I'm going to tell you a story about a a paid professional Wi-Fi installation that was done completely wrong — and how nobody noticed until I walked in the door.
This story is also why SageTech exists.
"My aunt called me a day or two after Geek Squad installed her new Eero system. Devices were randomly disconnecting. I showed up, looked at the setup, and spotted the problem in 30 seconds. Paid professional install. Done wrong."
My aunt and uncle had been struggling with spotty Wi-Fi throughout their house. Devices dropping randomly, dead zones in certain rooms — the usual frustrations. They did what most people do: called the professionals. Geek Squad came out, spent two hours, charged $149.99, and installed a brand new Eero mesh Wi-Fi system.
A day or two later, my aunt called me. Her devices kept randomly disconnecting. Could I take a look? I showed up, looked at how the system was wired, and knew immediately what was wrong.
Here's what the tech had done:
At first glance, this might look reasonable. But it's fundamentally broken — and here's why.
The Eero mesh system is itself a router. It's designed to connect directly to your modem and take over all routing duties for your home network. When you put it downstream from an existing router, you now have two routers on the same network — both trying to do the same job at the same time.
The technical term for this situation is double NAT — Network Address Translation happening twice on the same connection.
Here's what's actually happening inside your network when this occurs:
76.123.45.67192.168.1.x192.168.1.5), and then creates its own private network — assigning another layer of IPs like 192.168.4.x to all your devicesNow every device on your network is sitting behind two layers of NAT. Your laptop at 192.168.4.12 has to travel through the Eero, then through your original router, then out to the internet. Data has to make that return trip in reverse — twice.
My aunt and uncle had been living with all of these symptoms — they just thought their house had "bad Wi-Fi" and that was normal. It wasn't. It was a setup problem that was entirely fixable.
On top of the double NAT issue, the tech had placed one of the Eero nodes right next to a window on an exterior wall.
This might seem harmless — after all, isn't more coverage better? But here's the reality: Wi-Fi signals don't stop at your walls. When you put a mesh node flush against an exterior window, a significant portion of that signal broadcasts outside your house — into your yard, your neighbor's yard, the street. Coverage that should be blanketing your back bedroom is instead reaching cars parked outside.
If you're in this situation right now, there are two ways to resolve it:
Unplug the Ethernet cable from your existing router and plug it directly into your Eero gateway. Power everything off, then back on in order: modem first, wait 60 seconds, then Eero gateway. Your old router is now out of the picture entirely. The Eero handles everything.
If your ISP requires you to use their gateway device (common with fiber and some cable providers), you may not be able to remove it entirely. In that case, log into your ISP gateway's admin panel and enable bridge mode — this tells it to stop acting as a router and just pass the connection through. Some ISP gateways call this "IP Passthrough" or "DMZ." Once in bridge mode, the Eero becomes the only router on your network and double NAT disappears.
Note: bridge mode settings vary by ISP and device model. If you're not sure how to access your gateway admin panel, this is exactly the kind of thing a local tech can walk you through in 15 minutes.
Here's what bothered me most about the whole situation: my aunt and uncle had no way to know any of this was wrong. They trusted the professional. They paid for professional service. And they got something that looked like a completed job but was fundamentally misconfigured.
This isn't a knock on every tech out there — there are plenty of excellent ones. But the big box model — where a tech is scheduled, dispatched, has 90 minutes on the clock, and moves on to the next job — doesn't create the right incentives for getting things truly right. It creates incentives for getting things done and moving on.
The people who suffer are homeowners who don't know what "double NAT" means and have no way to verify the work was done correctly. They just know their Wi-Fi is still acting weird.
That afternoon at my aunt and uncle's house — diagnosing in 30 seconds what $149.99 and two hours hadn't caught — was the moment I decided to build something different.
SageTech is a platform for verified, background-checked local technicians who care about doing the job right. Not techs dispatched from a regional call center who've never been to your neighborhood. Local people who know what they're doing, show up when you need them, and don't leave until the problem is actually solved.
We're launching May 1st, starting in Winston-Salem, NC — and expanding nationwide from there.
If you're not sure — or if you're experiencing the symptoms of double NAT — a SageTech tech can be at your door to diagnose and fix it. No appointment windows. No call centers.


Task objective
Lines holding the word "dimension" are the ones to copy from the data below.

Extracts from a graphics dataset
——
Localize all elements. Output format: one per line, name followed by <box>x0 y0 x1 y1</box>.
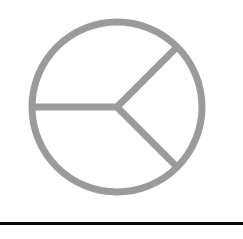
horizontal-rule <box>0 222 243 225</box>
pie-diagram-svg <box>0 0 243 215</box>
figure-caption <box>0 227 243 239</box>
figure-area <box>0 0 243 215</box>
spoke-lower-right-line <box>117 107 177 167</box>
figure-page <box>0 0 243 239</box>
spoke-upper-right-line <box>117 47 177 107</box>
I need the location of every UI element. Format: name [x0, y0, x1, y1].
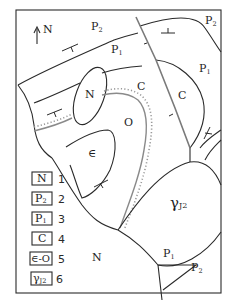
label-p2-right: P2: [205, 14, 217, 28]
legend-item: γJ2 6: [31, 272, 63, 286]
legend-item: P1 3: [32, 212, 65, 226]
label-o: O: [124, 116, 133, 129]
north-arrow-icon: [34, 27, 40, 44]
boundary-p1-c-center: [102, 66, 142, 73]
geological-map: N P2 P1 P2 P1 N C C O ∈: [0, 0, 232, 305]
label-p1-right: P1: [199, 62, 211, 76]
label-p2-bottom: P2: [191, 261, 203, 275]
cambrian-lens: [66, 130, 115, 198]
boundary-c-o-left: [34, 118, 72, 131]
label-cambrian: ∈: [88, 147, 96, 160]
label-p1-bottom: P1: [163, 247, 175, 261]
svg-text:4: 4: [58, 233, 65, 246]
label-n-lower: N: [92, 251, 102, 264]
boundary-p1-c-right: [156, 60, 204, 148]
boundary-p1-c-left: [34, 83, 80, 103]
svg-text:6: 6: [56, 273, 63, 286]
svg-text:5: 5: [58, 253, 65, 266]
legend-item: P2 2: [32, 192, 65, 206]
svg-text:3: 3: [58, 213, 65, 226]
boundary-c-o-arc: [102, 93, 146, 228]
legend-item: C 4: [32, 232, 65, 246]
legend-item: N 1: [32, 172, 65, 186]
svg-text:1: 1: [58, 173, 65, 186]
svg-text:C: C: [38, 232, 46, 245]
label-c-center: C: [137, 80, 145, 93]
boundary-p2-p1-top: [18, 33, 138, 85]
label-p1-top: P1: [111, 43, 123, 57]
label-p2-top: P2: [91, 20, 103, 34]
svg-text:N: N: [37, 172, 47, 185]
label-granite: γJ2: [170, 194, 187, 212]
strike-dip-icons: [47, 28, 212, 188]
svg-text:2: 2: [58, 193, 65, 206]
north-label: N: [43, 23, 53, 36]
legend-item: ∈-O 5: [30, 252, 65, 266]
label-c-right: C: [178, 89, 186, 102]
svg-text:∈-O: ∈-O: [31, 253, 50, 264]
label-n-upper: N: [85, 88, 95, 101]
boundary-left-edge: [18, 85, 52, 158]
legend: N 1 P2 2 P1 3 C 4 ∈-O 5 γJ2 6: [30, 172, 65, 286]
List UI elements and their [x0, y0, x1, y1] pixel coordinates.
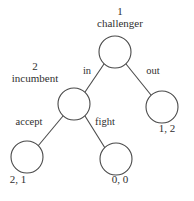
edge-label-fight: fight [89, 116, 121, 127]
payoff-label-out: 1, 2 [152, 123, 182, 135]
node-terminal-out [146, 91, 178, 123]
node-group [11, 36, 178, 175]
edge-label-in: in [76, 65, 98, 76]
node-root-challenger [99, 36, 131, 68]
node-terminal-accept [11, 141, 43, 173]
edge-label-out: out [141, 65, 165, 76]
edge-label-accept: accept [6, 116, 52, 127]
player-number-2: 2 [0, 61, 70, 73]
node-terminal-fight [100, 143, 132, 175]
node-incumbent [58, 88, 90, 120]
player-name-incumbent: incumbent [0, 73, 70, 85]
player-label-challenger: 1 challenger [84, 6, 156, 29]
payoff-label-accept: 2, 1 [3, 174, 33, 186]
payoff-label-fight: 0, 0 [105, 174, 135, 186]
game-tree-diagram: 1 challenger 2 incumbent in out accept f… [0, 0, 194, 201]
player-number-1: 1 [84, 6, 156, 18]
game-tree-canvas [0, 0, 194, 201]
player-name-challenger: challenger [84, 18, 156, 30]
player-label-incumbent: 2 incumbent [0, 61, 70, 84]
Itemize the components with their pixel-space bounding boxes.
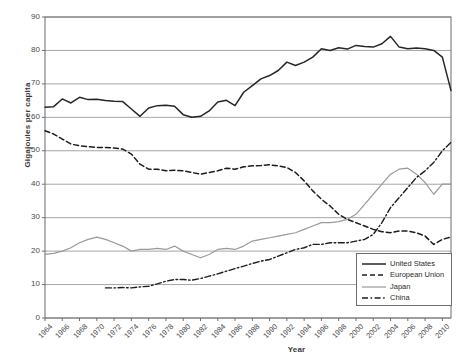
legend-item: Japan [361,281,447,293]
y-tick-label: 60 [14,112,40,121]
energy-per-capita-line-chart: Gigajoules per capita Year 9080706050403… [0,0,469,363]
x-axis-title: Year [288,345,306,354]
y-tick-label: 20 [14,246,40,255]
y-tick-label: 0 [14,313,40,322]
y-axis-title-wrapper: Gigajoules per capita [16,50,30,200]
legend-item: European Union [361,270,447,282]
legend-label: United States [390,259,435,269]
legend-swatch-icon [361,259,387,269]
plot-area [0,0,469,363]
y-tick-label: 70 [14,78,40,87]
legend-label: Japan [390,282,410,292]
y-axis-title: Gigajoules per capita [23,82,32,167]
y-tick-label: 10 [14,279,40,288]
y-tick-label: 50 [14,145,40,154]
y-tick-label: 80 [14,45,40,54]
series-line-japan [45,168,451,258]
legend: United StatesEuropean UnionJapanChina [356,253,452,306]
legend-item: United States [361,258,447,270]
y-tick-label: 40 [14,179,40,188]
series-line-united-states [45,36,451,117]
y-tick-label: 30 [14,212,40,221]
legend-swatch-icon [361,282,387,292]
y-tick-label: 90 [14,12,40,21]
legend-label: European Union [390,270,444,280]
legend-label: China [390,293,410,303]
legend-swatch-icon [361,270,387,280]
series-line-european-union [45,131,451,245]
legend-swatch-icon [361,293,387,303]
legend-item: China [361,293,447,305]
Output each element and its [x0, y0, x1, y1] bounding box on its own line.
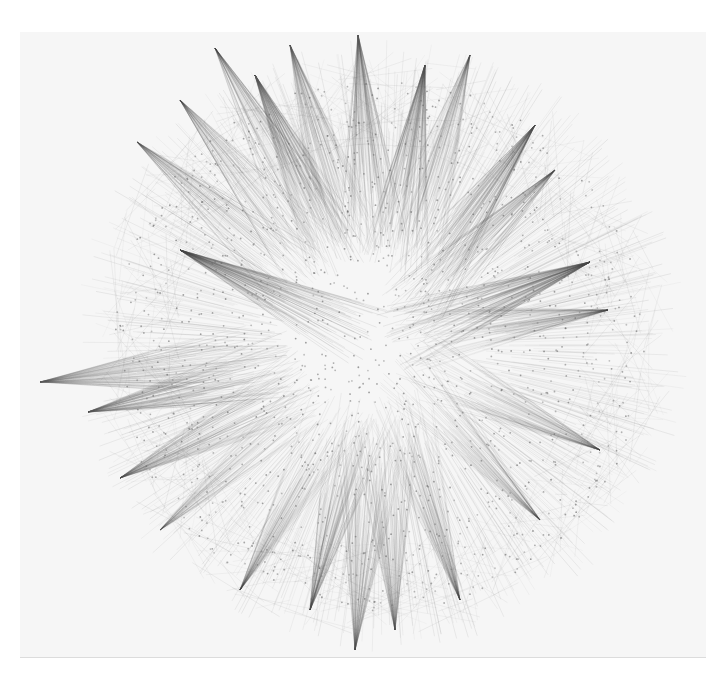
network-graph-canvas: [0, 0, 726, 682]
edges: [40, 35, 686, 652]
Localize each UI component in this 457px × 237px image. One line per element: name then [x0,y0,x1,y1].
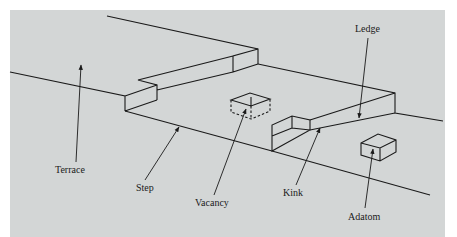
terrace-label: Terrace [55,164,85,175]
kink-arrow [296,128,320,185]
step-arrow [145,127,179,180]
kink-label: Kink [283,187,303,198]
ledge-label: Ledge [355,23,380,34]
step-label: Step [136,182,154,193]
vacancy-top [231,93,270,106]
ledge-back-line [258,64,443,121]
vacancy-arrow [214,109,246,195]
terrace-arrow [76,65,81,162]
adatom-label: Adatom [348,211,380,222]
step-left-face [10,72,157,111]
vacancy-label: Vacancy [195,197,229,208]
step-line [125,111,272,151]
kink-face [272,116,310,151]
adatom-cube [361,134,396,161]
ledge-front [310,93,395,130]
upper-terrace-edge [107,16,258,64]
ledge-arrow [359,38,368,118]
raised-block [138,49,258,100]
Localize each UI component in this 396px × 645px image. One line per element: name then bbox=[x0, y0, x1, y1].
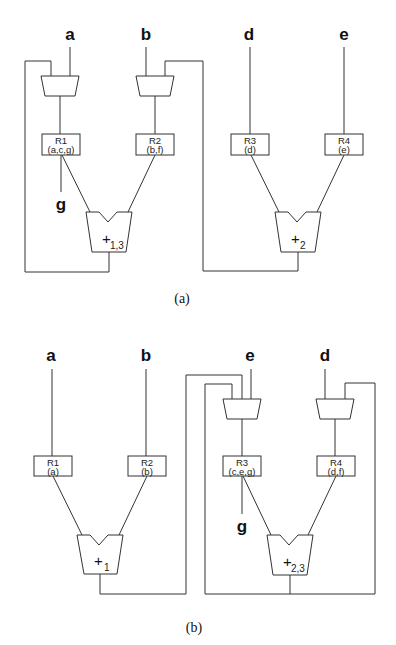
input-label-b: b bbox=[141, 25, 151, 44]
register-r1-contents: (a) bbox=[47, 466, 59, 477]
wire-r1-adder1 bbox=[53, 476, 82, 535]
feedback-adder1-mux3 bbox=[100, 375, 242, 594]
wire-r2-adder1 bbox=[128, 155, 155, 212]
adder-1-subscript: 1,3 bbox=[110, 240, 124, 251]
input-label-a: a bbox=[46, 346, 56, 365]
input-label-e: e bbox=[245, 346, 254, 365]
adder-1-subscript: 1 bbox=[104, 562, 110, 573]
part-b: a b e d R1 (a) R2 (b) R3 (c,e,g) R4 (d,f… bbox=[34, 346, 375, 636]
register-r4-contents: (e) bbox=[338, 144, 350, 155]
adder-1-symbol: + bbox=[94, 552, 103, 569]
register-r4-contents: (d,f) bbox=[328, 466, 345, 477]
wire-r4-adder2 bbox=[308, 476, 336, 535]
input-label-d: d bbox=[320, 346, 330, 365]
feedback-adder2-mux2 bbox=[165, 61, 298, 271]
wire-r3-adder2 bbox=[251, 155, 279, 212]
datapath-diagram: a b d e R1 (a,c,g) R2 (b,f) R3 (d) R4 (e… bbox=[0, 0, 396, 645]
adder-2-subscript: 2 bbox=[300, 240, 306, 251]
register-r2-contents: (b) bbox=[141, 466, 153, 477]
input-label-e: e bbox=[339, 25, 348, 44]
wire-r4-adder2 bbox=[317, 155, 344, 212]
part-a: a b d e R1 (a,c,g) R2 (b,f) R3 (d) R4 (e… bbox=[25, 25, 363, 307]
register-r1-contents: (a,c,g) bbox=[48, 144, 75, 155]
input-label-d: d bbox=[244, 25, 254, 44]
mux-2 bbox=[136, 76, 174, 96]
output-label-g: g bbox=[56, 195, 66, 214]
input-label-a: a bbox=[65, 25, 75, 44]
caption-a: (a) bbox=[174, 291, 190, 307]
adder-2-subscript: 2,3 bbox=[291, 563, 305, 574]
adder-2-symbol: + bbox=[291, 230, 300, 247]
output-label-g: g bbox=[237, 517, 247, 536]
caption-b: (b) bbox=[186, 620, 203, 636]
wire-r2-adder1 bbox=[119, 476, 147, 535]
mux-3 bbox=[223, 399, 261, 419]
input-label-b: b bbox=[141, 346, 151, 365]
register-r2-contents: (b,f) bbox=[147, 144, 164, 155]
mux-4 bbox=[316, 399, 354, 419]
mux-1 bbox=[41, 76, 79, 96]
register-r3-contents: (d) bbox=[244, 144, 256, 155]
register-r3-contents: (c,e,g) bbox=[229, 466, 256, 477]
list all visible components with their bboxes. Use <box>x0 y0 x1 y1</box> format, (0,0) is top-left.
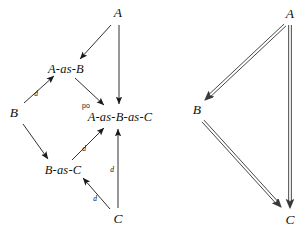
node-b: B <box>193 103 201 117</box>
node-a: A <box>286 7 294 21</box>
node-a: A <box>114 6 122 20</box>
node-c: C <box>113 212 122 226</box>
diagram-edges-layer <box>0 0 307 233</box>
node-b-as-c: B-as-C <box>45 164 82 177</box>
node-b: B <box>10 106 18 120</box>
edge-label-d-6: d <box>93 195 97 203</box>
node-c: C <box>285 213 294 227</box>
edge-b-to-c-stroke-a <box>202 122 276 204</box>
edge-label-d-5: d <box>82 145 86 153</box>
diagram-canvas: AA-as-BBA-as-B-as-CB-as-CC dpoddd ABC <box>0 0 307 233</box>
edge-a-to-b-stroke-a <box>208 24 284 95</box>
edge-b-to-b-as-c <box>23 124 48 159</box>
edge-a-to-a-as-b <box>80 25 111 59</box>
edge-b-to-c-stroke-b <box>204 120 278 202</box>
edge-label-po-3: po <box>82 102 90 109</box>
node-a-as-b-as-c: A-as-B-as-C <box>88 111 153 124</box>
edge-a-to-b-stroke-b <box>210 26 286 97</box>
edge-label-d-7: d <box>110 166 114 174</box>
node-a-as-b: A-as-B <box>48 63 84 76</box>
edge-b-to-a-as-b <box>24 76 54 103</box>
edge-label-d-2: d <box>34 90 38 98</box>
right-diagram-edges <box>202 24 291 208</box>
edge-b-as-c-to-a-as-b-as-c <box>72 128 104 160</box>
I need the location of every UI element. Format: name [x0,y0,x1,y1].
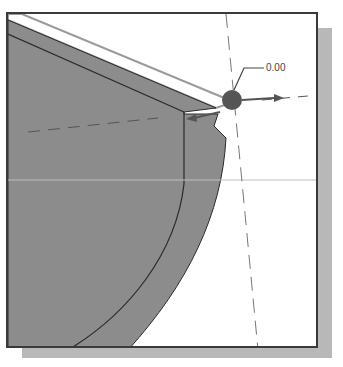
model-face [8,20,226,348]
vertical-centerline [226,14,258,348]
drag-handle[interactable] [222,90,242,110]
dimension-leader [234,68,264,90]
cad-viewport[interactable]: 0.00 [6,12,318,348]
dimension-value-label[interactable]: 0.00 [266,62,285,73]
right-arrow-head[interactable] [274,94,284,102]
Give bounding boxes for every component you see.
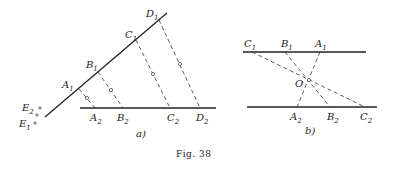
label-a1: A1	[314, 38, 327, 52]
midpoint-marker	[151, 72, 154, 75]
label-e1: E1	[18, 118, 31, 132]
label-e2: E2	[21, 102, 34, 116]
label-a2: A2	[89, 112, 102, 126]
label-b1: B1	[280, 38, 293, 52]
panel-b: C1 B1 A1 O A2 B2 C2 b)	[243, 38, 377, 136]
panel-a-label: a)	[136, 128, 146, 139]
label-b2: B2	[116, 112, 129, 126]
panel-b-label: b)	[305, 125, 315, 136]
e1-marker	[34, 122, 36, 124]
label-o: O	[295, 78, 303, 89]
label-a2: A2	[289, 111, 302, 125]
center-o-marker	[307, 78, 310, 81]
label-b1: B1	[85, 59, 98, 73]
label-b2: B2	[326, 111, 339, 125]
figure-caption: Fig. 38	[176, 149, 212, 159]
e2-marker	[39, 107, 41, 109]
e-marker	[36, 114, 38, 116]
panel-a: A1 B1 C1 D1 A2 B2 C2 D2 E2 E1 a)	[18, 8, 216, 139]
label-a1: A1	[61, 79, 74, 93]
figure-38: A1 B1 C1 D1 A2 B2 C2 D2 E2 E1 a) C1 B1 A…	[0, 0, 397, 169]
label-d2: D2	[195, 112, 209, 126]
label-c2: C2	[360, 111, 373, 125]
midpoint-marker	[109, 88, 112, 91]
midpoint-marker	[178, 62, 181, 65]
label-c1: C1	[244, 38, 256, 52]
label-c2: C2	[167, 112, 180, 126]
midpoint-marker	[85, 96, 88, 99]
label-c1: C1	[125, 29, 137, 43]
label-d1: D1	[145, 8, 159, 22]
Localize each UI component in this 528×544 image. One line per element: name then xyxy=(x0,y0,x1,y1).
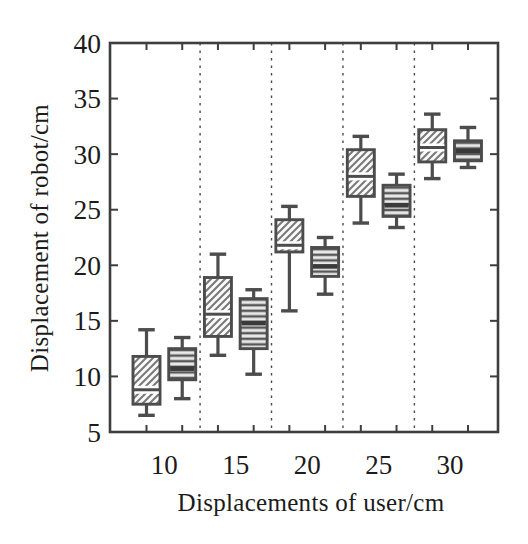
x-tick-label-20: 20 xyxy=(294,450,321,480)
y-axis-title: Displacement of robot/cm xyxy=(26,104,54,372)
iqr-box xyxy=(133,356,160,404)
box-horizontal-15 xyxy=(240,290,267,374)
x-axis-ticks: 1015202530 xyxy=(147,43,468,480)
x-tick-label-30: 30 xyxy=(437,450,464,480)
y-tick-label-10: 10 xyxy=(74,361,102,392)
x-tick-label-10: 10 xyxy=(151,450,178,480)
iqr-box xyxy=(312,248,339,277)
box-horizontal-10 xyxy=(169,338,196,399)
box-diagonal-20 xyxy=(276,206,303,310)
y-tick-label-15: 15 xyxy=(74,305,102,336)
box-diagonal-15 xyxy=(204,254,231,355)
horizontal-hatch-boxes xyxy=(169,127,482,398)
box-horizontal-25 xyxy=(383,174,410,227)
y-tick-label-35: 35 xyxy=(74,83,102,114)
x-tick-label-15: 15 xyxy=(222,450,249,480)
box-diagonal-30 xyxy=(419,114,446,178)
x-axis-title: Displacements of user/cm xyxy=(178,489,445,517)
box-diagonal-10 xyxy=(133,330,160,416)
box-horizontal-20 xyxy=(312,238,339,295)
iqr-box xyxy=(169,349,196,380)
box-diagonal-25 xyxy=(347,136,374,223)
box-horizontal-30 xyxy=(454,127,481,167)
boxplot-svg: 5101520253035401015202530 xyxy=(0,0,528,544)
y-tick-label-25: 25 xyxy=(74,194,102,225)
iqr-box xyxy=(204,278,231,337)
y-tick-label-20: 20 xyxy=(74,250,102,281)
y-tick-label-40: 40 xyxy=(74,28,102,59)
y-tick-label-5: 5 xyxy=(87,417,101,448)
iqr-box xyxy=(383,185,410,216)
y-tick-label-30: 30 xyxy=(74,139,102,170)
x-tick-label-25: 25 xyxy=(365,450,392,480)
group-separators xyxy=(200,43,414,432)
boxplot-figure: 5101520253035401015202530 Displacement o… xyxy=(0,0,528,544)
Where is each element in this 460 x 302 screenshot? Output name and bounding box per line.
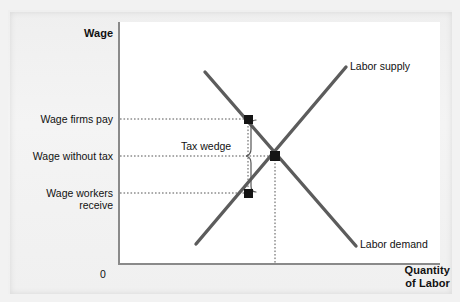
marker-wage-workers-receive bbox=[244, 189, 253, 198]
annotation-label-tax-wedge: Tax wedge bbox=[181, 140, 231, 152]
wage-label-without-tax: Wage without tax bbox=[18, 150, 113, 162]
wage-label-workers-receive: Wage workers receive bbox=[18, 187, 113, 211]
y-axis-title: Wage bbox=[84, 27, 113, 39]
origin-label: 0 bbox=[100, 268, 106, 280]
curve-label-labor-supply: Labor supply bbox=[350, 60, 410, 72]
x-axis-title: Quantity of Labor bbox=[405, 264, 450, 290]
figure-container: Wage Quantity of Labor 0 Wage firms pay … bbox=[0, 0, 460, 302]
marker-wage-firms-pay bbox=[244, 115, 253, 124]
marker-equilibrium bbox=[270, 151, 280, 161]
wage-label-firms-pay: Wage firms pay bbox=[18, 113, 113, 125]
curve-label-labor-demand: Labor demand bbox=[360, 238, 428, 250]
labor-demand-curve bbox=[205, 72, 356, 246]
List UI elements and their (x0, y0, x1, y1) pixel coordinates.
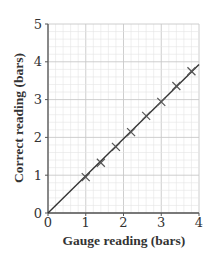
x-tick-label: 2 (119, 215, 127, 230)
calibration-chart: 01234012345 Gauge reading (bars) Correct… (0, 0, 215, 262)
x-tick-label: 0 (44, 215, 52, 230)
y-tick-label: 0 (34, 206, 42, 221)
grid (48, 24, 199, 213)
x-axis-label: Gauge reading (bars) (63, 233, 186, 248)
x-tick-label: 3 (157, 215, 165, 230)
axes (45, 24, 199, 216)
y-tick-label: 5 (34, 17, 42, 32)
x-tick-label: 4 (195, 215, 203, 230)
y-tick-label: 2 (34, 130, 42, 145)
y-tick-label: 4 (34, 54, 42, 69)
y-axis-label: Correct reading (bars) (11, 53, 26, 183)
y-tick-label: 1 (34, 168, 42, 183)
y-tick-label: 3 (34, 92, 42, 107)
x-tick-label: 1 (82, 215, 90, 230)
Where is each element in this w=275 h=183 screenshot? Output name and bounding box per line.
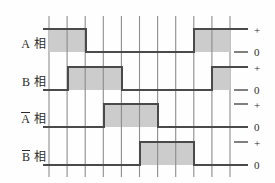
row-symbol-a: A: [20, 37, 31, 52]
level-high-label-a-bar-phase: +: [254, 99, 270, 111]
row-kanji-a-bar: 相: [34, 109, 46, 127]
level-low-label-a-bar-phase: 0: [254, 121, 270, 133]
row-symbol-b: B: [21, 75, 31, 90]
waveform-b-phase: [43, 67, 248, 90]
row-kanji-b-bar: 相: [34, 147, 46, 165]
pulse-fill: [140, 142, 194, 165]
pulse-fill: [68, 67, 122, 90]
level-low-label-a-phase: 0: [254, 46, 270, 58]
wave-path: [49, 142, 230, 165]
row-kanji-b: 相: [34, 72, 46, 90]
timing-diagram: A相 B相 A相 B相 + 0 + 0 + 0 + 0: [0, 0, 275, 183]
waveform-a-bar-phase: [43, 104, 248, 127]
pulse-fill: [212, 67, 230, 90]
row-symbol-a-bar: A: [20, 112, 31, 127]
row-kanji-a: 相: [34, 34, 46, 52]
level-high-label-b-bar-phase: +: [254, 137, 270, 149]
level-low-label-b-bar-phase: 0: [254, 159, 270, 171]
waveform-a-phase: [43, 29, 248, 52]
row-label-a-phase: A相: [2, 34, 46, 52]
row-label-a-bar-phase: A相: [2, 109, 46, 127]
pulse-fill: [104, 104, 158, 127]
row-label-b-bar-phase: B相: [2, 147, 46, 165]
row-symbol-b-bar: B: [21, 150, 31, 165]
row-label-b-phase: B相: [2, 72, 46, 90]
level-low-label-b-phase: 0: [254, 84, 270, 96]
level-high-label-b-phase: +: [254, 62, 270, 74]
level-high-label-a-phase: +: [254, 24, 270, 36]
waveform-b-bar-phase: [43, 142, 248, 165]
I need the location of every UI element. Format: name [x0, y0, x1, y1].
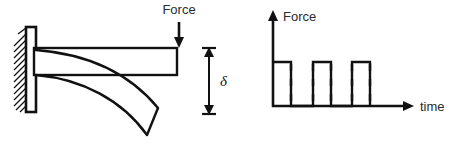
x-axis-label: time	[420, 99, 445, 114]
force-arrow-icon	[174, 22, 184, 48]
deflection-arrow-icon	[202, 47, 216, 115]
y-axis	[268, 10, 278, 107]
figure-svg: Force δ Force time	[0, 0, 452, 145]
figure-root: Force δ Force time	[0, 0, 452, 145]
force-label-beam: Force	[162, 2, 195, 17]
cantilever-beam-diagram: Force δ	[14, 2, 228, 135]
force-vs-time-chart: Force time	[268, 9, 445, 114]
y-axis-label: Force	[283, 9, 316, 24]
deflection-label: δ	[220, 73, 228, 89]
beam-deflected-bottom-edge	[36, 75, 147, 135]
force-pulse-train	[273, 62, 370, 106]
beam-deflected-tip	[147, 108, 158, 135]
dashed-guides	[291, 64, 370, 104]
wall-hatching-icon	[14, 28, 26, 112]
——
Response for this exercise
dimension-leader [234,68,264,90]
dimension-value-label[interactable]: 0.00 [266,62,285,73]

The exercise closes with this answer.